While we do experience social class divisions in our country, they are not exclusive to the US. You can also see them in cultures like Europe, through the concept of royalty. However, caste divisions are actually thinner in these cultures than in places like the Middle and Far East, where something as inherent as a name determines a person’s potential for success.

The issue with the caste division is not money. It is not the cost of higher education. The problem lies in a whole different kind of education, one beyond school or money. Being lower class is not just built by lack, but by observation. Lower caste children are raised by parents who have no willpower. They live within the limitations of the working class, and the language they learn is one of anger, frustration, defeatism, and oppression.

They cannot join the gymnastics or ski teams, or travel to a national spelling bee if they win. They don’t experience cultural events or attend the ballet. They lack the education of world travel and speak the subtle languages spoken at Walmart. We feel insecure and off-trend, driving the wrong car, living in the wrong house, and working the wrong kind of job. It’s an internal feeling of unworthiness propagated unconsciously by the need to “fit it.”

We are criminalized for lesser crimes, being shunned by society for petty theft while crimes against masses go unchecked. Having been criminalized in the past, we feel like we only have a moment to explain before being beheaded. Beyond history, social inequality seldom offers those in the lower caste opportunities to speak. With an already limited vocabulary, we have small windows of opportunity.

When opportunities do present themselves, there is no room for failure. Each chance may be our only chance to be heard. So, we often misrepresent ourselves because we try to say everything at once. We speak loudly, saying too much too fast, producing chaotic, indiscernible, gibberish that established systems quickly disregard, though the ideas could have real merit if presented in the right way.

For all these reasons, the lesser caste is excluded from legitimate conversations. Lacking both the resources and the opportunity to participate in language that has true impact, we feel bound to our position. For example, the BLM movement is not just about being black. It is about being black and poor, and the situation did not improve until the upper-class became involved. It was the outrage of celebrity forces that finally evoked change.

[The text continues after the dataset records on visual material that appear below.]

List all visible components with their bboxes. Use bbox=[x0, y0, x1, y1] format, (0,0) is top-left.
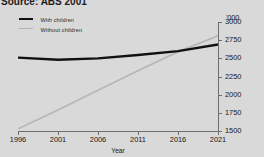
y-axis-tick-label: 1500 bbox=[225, 127, 241, 134]
plot-area bbox=[18, 22, 218, 131]
y-axis-tick bbox=[218, 22, 222, 23]
x-axis-title: Year bbox=[111, 147, 124, 154]
x-axis-tick-label: 2016 bbox=[170, 136, 186, 143]
y-axis-tick bbox=[218, 77, 222, 78]
y-axis-tick bbox=[218, 95, 222, 96]
chart-container: Source: ABS 2001 With children Without c… bbox=[0, 0, 264, 157]
y-axis-tick bbox=[218, 113, 222, 114]
series-svg bbox=[18, 22, 218, 131]
y-axis-tick-label: 2250 bbox=[225, 73, 241, 80]
y-axis-tick bbox=[218, 40, 222, 41]
y-axis-tick-label: 1750 bbox=[225, 109, 241, 116]
y-axis-tick-label: 2500 bbox=[225, 54, 241, 61]
y-axis-tick-label: 3000 bbox=[225, 18, 241, 25]
x-axis-tick-label: 1996 bbox=[10, 136, 26, 143]
x-axis-tick-label: 2006 bbox=[90, 136, 106, 143]
x-axis-line bbox=[18, 131, 218, 132]
x-axis-tick-label: 2011 bbox=[130, 136, 146, 143]
legend-item-with-children: With children bbox=[19, 10, 82, 18]
x-axis-tick-label: 2001 bbox=[50, 136, 66, 143]
source-title: Source: ABS 2001 bbox=[1, 0, 87, 7]
x-axis-tick-label: 2021 bbox=[210, 136, 226, 143]
y-axis-tick-label: 2000 bbox=[225, 91, 241, 98]
y-axis-tick bbox=[218, 58, 222, 59]
y-axis-tick-label: 2750 bbox=[225, 36, 241, 43]
series-line-with-children bbox=[18, 45, 218, 60]
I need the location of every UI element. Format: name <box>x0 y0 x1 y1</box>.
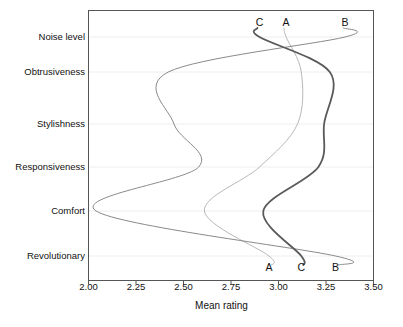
series-line-a <box>204 28 302 265</box>
parallel-coordinates-chart: Noise levelObtrusivenessStylishnessRespo… <box>0 0 403 327</box>
x-tick-label-2.00: 2.00 <box>79 282 98 292</box>
x-tick-label-2.25: 2.25 <box>127 282 146 292</box>
x-axis-title-text: Mean rating <box>195 300 248 311</box>
x-tick-label-3.00: 3.00 <box>269 282 288 292</box>
x-axis-title: Mean rating <box>0 300 403 311</box>
x-tick-label-3.50: 3.50 <box>364 282 383 292</box>
gridlines <box>89 37 374 256</box>
x-tick-label-2.75: 2.75 <box>222 282 241 292</box>
x-tick-label-3.25: 3.25 <box>317 282 336 292</box>
series-bottom-label-c: C <box>298 262 306 273</box>
series-top-label-c: C <box>256 17 264 28</box>
x-axis-tick-labels: 2.002.252.502.753.003.253.50 <box>0 282 403 298</box>
series-top-label-b: B <box>341 17 348 28</box>
series-bottom-label-b: B <box>332 262 339 273</box>
series-top-label-a: A <box>283 17 290 28</box>
series-bottom-label-a: A <box>265 262 272 273</box>
x-tick-label-2.50: 2.50 <box>174 282 193 292</box>
series-lines <box>93 28 357 265</box>
series-line-c <box>254 28 334 265</box>
plot-area <box>0 0 403 327</box>
plot-frame <box>89 11 374 281</box>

The effect of this lack of social education develops not just at the level of language but at the level of identity. The underlying fear of not being heard translates to fear of inaccuracy, further burying our ability to speak. We lack verbal filters, often saying the wrong thing. We feel defensive like we must justify our existence and continually explain ourselves. We are Pygmalion or Good Will Hunting., discounted as an experiment and deeply misunderstood.

We live with the consciousness that we must be grateful for the scraps given to us, generally settling for less because we are so grateful to have anything at all. We live on leftovers, carrying within us a stain that does not permit us to walk through certain doors. Through centuries of training passed down generation after generation, we feel wrong not because we are wrong, but because we lack the inherent education that would give us the ability to explain our position. The Marshmallow Experiment it’s not just about success or failure. It’s about an identity of not just the individual. It is a tribal, exclusionary, language barrier.

We live with the consciousness that we must be grateful for the scraps given to us, generally settling for less because we are so grateful to have anything at all. We live on leftovers, carrying within us a stain that does not permit us to walk through certain doors.

You can see the feeling of unworthiness in our subject. She is resistant to something as basic as medical treatment because she has learned it is a failure to need it, likely driven by her ancestors’ inability to attain it.

Breaking through the caste barrier is not a minor thing. It is the development of a whole new language, one our subject will need to learn.